![[personal profile]](https://www.dreamwidth.org/img/silk/identity/user.png)
Not only are these posts still going, there is now (more) original research going on in them deciphering and translating letters in archives that apparently no one has bothered to look at before?? (Which has now conclusively exonerated Fritz's valet/chamberlain Fredersdorf from the charge that he was dismissed because of financial irregularities and died shortly thereafter "ashamed of his lost honor," as Wikipedia would have it. I'M JUST SAYING.)
Re: The King's Secret
Date: 2023-07-29 02:56 pm (UTC)This is very true! When I was trying to get my hands on the Keith papers,
I wonder if Broglie would take the same stance toward that, though, as he does toward his constant trashing of Louis:
[Praise for the Comte de Broglie.] Unfortunately, I cannot say so much for the other personages who figure alongside of him, and especially for Louis XV., whose reputation (which had nothing to lose) will not gain, I fear, by the new light that is thrown upon it. I have not thought it right to suppress any of the miserable truths revealed by the documents, and I am under no apprehension lest a true picture should harm the great memories of the French monarchy. An institution such as that monarchy, which counts ten centuries of duration and of glory, is strong enough to bear the full light of history; and its discriminating admirers (I hope I am of the number) have no interest in disguising either the faults of the sorry monarch who precipitated its fall, or the evils of that arbitrary power which too often violated its principle and impaired its beneficence.

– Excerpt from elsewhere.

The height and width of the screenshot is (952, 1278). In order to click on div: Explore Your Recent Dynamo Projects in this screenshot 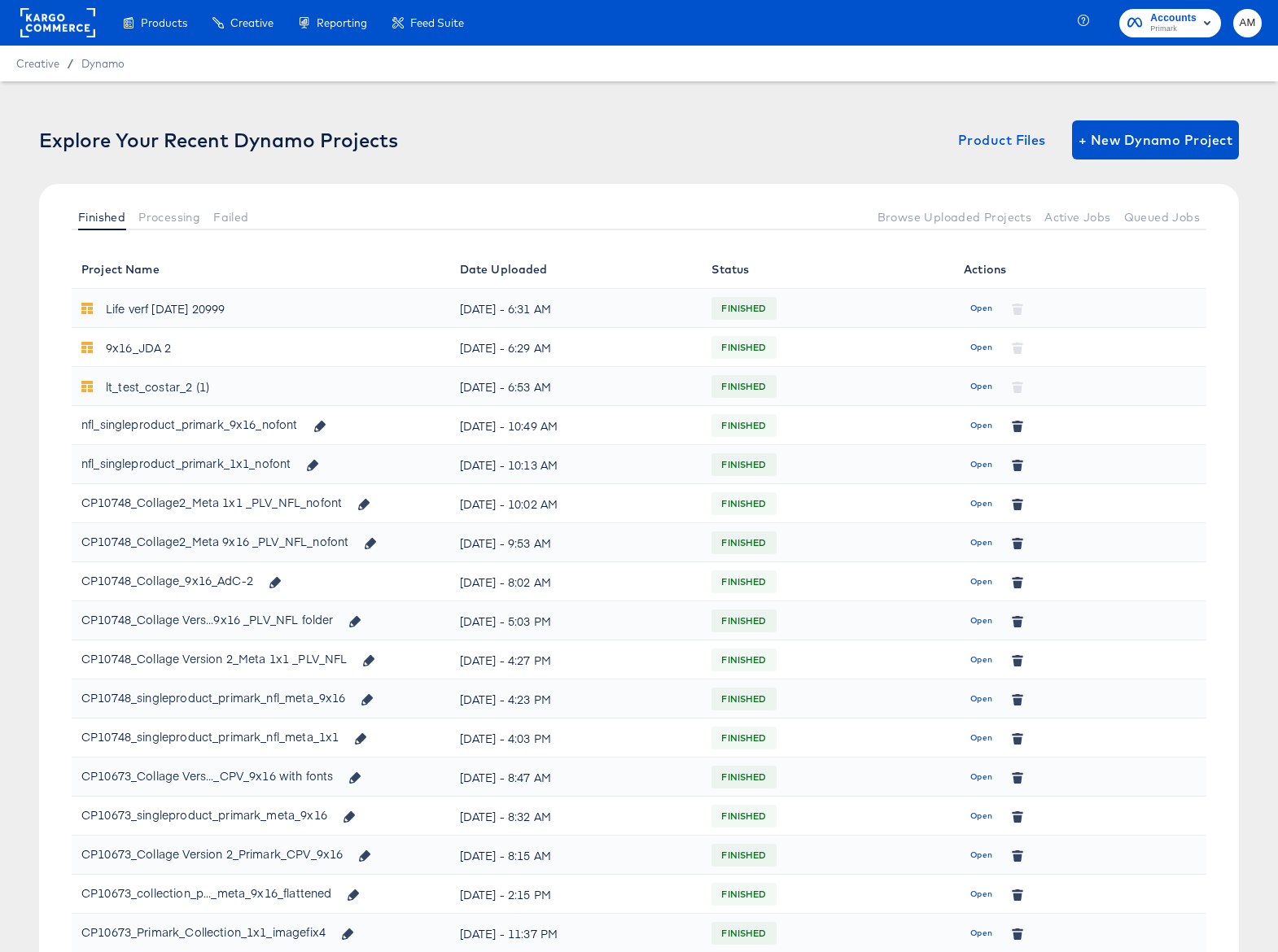, I will do `click(218, 140)`.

So maybe Broglie would find some way to spin doctor a less than glorious ancestry!
P.S. I was reading further along, and I find it absolutely hilarious that he devotes this entire section to "The Diplomatic Revolution was not Madame de Pompadour's fault, *unfortunately*."

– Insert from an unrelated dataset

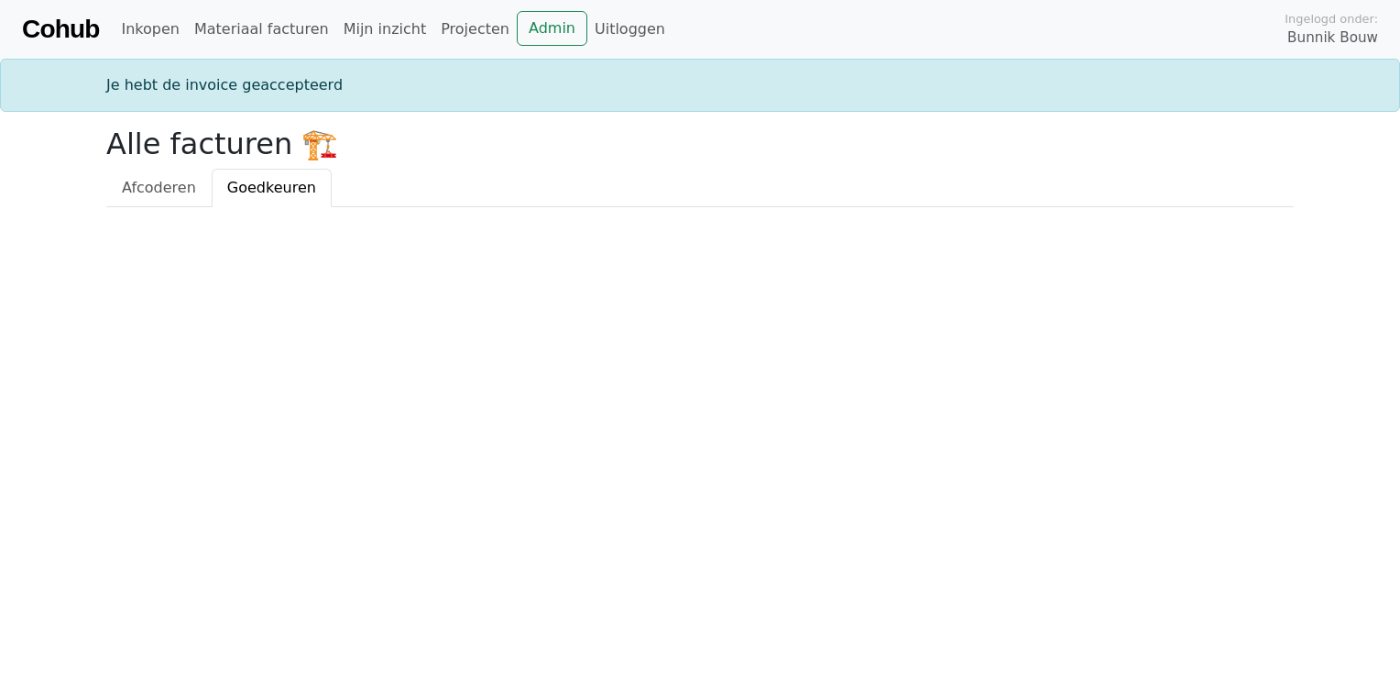  I want to click on div: Je hebt de invoice geaccepteerd, so click(700, 85).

Heaven forbid that I should plead the cause of Madame de Pompadour, or even that I should invoke extenuating circumstances on her behalf. If she was not on that one occasion so guilty as she was said to be, she was indisputably guilty on so many others, and her mere existence, the fact that her worthless and contemptible name has been mentioned in the annals of the French monarchy, is of itself so great a scandal, that no severity with respect to her can ever
appear excessive.
and
It is evident, therefore, that Frederick had made up his mind from the first: the Treaty of Westminster, with all its political consequences, was his own doing, and he alone is responsible for it before history. The truth tends also--and I am sorry for it, for the sake of morality--to the exculpation of Madame de Pompadour.

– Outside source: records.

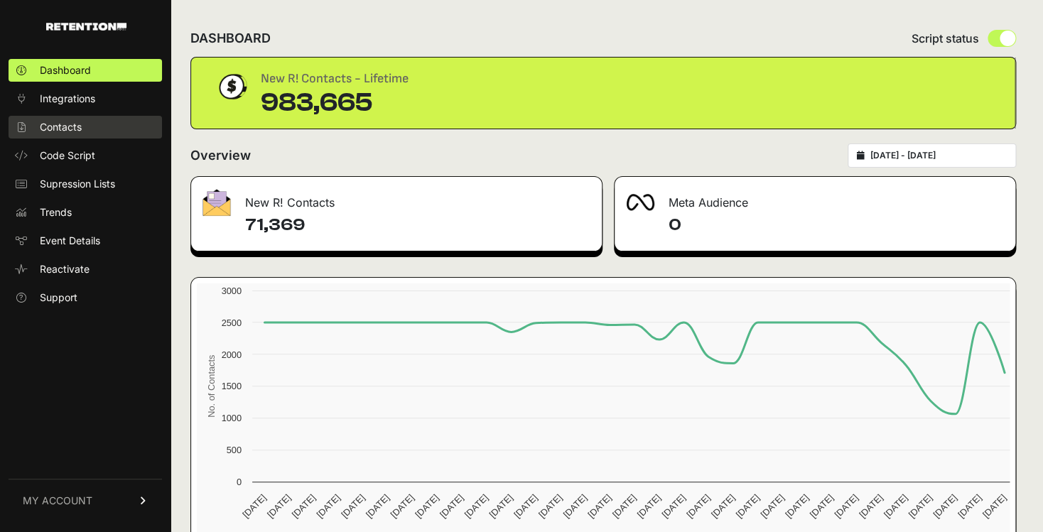  Describe the element at coordinates (211, 386) in the screenshot. I see `text: No. of Contacts` at that location.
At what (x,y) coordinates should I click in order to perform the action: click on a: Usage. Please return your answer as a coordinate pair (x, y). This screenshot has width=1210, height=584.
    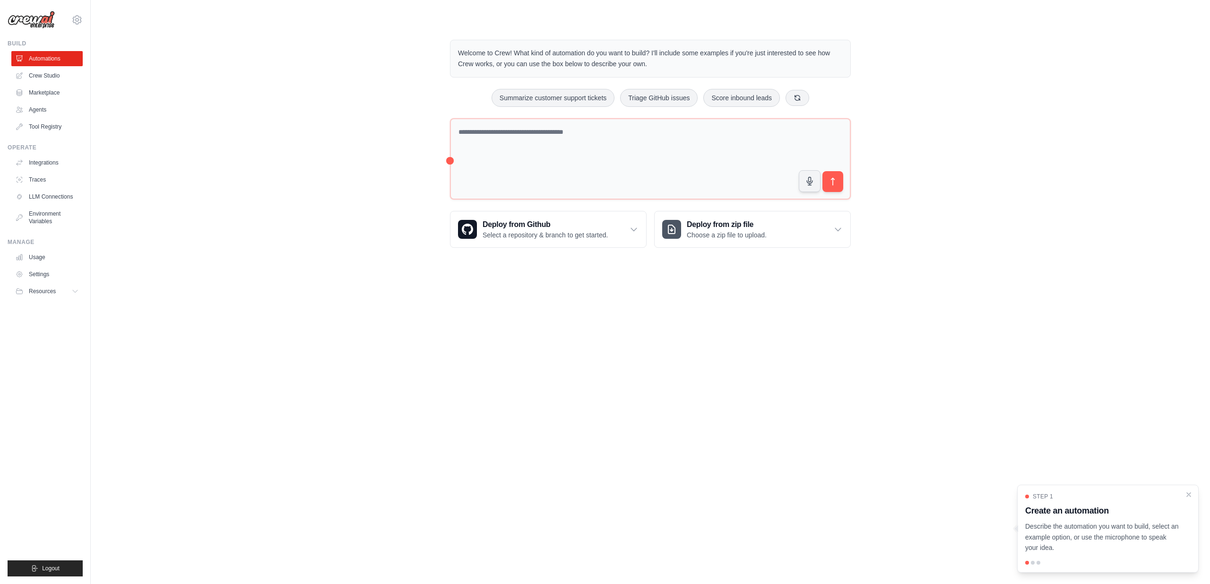
    Looking at the image, I should click on (47, 257).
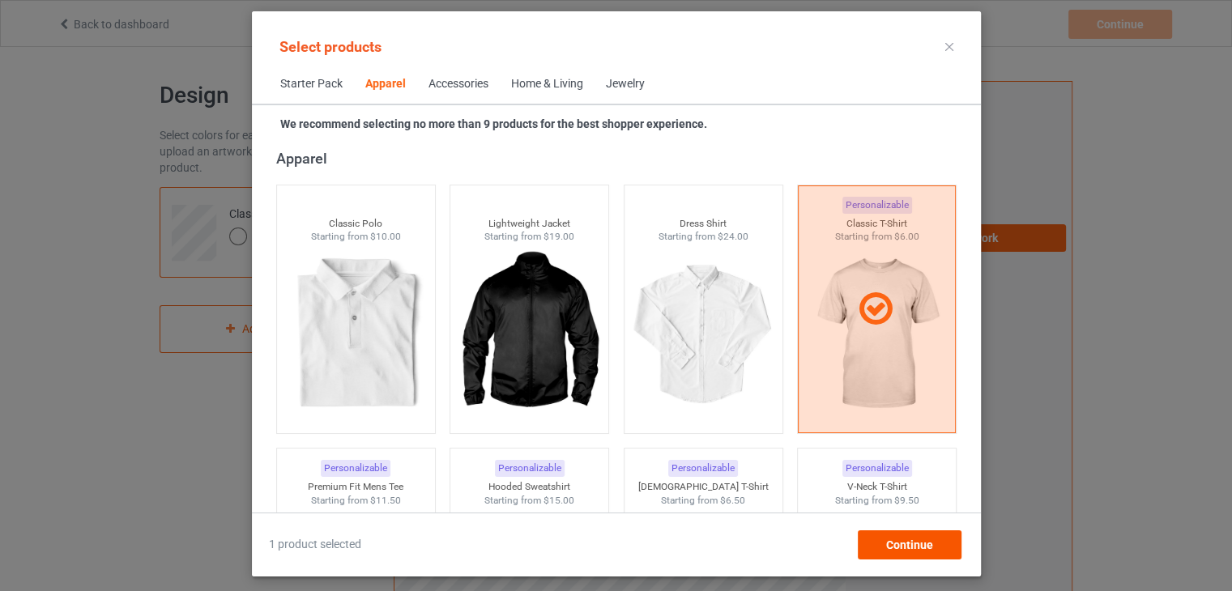 The image size is (1232, 591). Describe the element at coordinates (702, 224) in the screenshot. I see `div: Dress Shirt` at that location.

Tell us how you really feel, Duc de Broglie! (The guy is virtually incapable of getting through a paragraph without offering up his strongly worded opinion--a bit like your Lochiel bio's author.)
Re: The King's Secret
Date: 2023-07-29 05:04 pm (UTC)Re: The King's Secret
Date: 2023-07-29 05:07 pm (UTC)Re: The King's Secret
Date: 2023-07-30 10:27 am (UTC)Re: The King's Secret
Date: 2023-07-31 02:12 pm (UTC)Re: The King's Secret
Date: 2023-07-31 04:11 pm (UTC)Well, Louis is letting the (French) side down. Plus I think he never had much partisans. Even people who hate on Louis Quatorze for all the wars acknowledge that the Sun King made all other princes imitate him and managed to not just culturally but politically dominate Europe for most of his reign. And poor Louis XVI gets credit even among Republican minded later historians (if not his contemporaries) for having been without personal vices and dying nobly and bravely after surprising everyone with a spirited defense in his trial. Plus he very clearly inherited the mess his predecessors created and really would have had to be a genius to manage. But Louis XV neither had his great grandfather's tremendous energy, work willingness and charisma nor his grandson's personal virtues. Instead, he's the typical rich kid who fucks up with the inherited wealth without contributing anything of his own. (I mean, even culturally speaking - Madame de Pompadour gets the credit for the various styles she created and porcellain and silk manufacturers she supported, and of course Louis XV's time saw some of the superstars of French literature at their peak, but he had so absolutely nothing to do with the later that it's the Age of Voltaire in French, not the Age of Louis XV. So Broglie is just following well trodden footsteps when taking shots at him.
I'm also reminded of Orieux being frustrated that Voltaire had the love/hate relationship with Fritz and not Louis because in his French pov, it ought to have been Louis, except Louis never even hated Voltaire, he just was monumentally uninterested.
Never underestimate everyone catching sexual morals in the 19th century, though. When I read up on the 1848 revolutions, mistresses came up only to be booed and hissed at like there was no tomorrow. And remember the delusion about many chaste Prussians in Fritzian times that made Schmidt-Lötzen regretfully conclude in his Lehndorff preface that based on this diary, extramarital sex of all types didn't just start being practiced by the aristocracy when FW2 was King.
Re: The King's Secret
Date: 2023-08-01 01:50 am (UTC)(You *will* see it, once I'm ready to do my write-up on August III, but I'm still trying to get my hands on a copy of his most recent biography.)